Change-Id: I1d373817586445fc87e38305929097b652696fdd
Reviewed-on: https://go-review.googlesource.com/21064
Run-TryBot: Dave Cheney <dave@cheney.net>
TryBot-Result: Gobot Gobot <gobot@golang.org>
Reviewed-by: Brad Fitzpatrick <bradfitz@golang.org>
The SSA implementation logs for three purposes:
* debug logging
* fatal errors
* unimplemented features
Separating these three uses lets us attempt an SSA
implementation for all functions, not just
_ssa functions. This turns the entire standard
library into a compilation test, and makes it
easy to figure out things like
"how much coverage does SSA have now" and
"what should we do next to get more coverage?".

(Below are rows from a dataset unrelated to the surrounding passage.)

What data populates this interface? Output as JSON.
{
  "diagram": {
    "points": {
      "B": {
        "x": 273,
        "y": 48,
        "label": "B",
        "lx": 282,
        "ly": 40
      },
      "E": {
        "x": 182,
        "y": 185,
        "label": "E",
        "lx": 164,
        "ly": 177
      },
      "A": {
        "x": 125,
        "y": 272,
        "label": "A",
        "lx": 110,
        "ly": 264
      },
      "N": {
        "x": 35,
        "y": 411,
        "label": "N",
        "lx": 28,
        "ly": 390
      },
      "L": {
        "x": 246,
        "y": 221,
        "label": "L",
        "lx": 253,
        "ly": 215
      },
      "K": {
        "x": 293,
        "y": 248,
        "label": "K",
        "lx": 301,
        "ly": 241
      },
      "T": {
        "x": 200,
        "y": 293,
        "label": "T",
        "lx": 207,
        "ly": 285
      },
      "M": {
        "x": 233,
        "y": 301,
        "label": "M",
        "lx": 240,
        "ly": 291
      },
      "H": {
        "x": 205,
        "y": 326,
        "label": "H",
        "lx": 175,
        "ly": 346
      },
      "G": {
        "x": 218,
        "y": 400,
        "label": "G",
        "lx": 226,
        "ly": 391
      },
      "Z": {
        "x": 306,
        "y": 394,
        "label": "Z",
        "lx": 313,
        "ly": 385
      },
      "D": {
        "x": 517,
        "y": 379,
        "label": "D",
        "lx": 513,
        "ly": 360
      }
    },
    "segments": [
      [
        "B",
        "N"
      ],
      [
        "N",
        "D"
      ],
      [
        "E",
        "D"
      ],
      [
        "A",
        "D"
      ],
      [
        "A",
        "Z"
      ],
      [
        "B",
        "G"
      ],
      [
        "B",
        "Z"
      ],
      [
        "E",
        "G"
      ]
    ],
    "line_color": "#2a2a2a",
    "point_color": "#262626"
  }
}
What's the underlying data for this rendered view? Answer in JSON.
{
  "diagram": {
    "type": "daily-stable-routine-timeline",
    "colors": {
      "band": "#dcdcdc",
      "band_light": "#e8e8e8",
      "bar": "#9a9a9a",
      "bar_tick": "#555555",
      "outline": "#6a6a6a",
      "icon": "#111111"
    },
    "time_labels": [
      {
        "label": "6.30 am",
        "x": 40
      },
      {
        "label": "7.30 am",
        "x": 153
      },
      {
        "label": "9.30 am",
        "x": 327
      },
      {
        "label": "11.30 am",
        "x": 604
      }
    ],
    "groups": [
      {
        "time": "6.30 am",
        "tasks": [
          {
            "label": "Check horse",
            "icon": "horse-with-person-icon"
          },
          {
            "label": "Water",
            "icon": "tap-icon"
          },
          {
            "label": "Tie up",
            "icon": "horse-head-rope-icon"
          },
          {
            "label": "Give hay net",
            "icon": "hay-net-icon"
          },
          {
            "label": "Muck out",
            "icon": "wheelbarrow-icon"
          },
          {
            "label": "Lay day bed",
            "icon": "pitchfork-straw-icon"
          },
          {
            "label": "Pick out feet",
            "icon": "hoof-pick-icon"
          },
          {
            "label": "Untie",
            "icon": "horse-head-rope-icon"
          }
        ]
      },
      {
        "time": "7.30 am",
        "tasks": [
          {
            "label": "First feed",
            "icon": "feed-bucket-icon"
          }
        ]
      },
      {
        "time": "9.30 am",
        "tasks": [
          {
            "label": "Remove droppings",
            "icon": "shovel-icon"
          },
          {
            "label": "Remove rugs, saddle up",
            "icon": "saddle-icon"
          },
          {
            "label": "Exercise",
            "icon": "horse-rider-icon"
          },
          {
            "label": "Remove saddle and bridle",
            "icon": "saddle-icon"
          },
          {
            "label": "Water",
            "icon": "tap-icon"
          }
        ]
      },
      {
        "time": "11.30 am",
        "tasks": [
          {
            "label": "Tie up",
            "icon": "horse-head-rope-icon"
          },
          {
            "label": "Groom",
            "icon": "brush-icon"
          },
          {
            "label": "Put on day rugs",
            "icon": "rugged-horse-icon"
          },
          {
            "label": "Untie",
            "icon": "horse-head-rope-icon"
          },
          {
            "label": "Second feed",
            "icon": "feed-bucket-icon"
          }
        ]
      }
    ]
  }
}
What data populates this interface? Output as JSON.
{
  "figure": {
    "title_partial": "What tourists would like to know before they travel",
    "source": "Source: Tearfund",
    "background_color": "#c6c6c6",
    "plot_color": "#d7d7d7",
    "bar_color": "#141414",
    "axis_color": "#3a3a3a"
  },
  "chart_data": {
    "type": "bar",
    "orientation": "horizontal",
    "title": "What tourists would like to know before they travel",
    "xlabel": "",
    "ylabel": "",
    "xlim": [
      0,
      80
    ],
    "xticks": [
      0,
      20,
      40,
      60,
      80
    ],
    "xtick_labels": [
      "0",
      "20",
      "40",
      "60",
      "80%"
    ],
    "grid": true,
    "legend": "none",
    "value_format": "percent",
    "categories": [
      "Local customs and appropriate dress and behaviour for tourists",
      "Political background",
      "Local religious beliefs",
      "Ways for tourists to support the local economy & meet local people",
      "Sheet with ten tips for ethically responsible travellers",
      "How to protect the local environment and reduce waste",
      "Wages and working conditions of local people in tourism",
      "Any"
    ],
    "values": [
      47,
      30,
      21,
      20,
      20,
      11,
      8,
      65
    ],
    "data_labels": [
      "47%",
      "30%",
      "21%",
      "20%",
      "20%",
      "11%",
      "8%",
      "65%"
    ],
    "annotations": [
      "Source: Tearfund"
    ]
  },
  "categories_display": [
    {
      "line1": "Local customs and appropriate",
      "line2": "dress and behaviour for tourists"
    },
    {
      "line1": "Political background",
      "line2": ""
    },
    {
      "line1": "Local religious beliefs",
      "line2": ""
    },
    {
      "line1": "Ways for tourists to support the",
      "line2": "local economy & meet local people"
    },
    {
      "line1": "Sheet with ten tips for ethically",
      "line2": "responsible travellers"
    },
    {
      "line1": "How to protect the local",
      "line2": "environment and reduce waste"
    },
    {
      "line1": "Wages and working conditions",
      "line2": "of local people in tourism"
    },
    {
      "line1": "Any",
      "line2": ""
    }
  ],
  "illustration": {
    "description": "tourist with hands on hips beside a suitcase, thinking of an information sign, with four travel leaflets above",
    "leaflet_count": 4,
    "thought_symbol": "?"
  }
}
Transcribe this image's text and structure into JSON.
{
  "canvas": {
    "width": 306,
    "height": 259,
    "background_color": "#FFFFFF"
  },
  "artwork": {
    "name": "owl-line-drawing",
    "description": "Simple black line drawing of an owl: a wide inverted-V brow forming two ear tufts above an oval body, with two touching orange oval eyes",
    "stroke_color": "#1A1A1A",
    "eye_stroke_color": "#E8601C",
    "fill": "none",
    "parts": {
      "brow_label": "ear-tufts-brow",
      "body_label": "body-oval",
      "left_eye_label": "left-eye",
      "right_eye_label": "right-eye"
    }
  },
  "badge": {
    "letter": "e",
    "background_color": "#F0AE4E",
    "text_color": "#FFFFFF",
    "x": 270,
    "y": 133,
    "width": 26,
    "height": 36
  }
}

Functions called _ssa are still special.
They log profusely by default and
the output of the SSA implementation
is used. For all other functions,
logging is off, and the implementation
is built and discarded, due to lack of
support for the runtime.
While we're here, fix a few minor bugs and
add some extra Unimplementeds to allow
all.bash to pass.
As of now, SSA handles 20.79% of the functions
in the standard library (689 of 3314).
The top missing features are:
10.03% 2597 SSA unimplemented: zero for type error not implemented
7.79% 2016 SSA unimplemented: addr: bad op DOTPTR
7.33% 1898 SSA unimplemented: unhandled expr EQ
6.10% 1579 SSA unimplemented: unhandled expr OROR
4.91% 1271 SSA unimplemented: unhandled expr NE
4.49% 1163 SSA unimplemented: unhandled expr LROT
4.00% 1036 SSA unimplemented: unhandled expr LEN
3.56% 923 SSA unimplemented: unhandled stmt CALLFUNC
2.37% 615 SSA unimplemented: zero for type []byte not implemented
1.90% 492 SSA unimplemented: unhandled stmt CALLMETH
1.74% 450 SSA unimplemented: unhandled expr CALLINTER
1.74% 450 SSA unimplemented: unhandled expr DOT
1.71% 444 SSA unimplemented: unhandled expr ANDAND
1.65% 426 SSA unimplemented: unhandled expr CLOSUREVAR
1.54% 400 SSA unimplemented: unhandled expr CALLMETH
1.51% 390 SSA unimplemented: unhandled stmt SWITCH
1.47% 380 SSA unimplemented: unhandled expr CONV
1.33% 345 SSA unimplemented: addr: bad op *
1.30% 336 SSA unimplemented: unhandled OLITERAL 6
Change-Id: I4ca07951e276714dc13c31de28640aead17a1be7
Reviewed-on: https://go-review.googlesource.com/11160
Reviewed-by: Keith Randall <khr@golang.org>
Semi-regular merge of tip to dev.ssa.
Complicated a bit by the move of cmd/internal/* to cmd/compile/internal/*.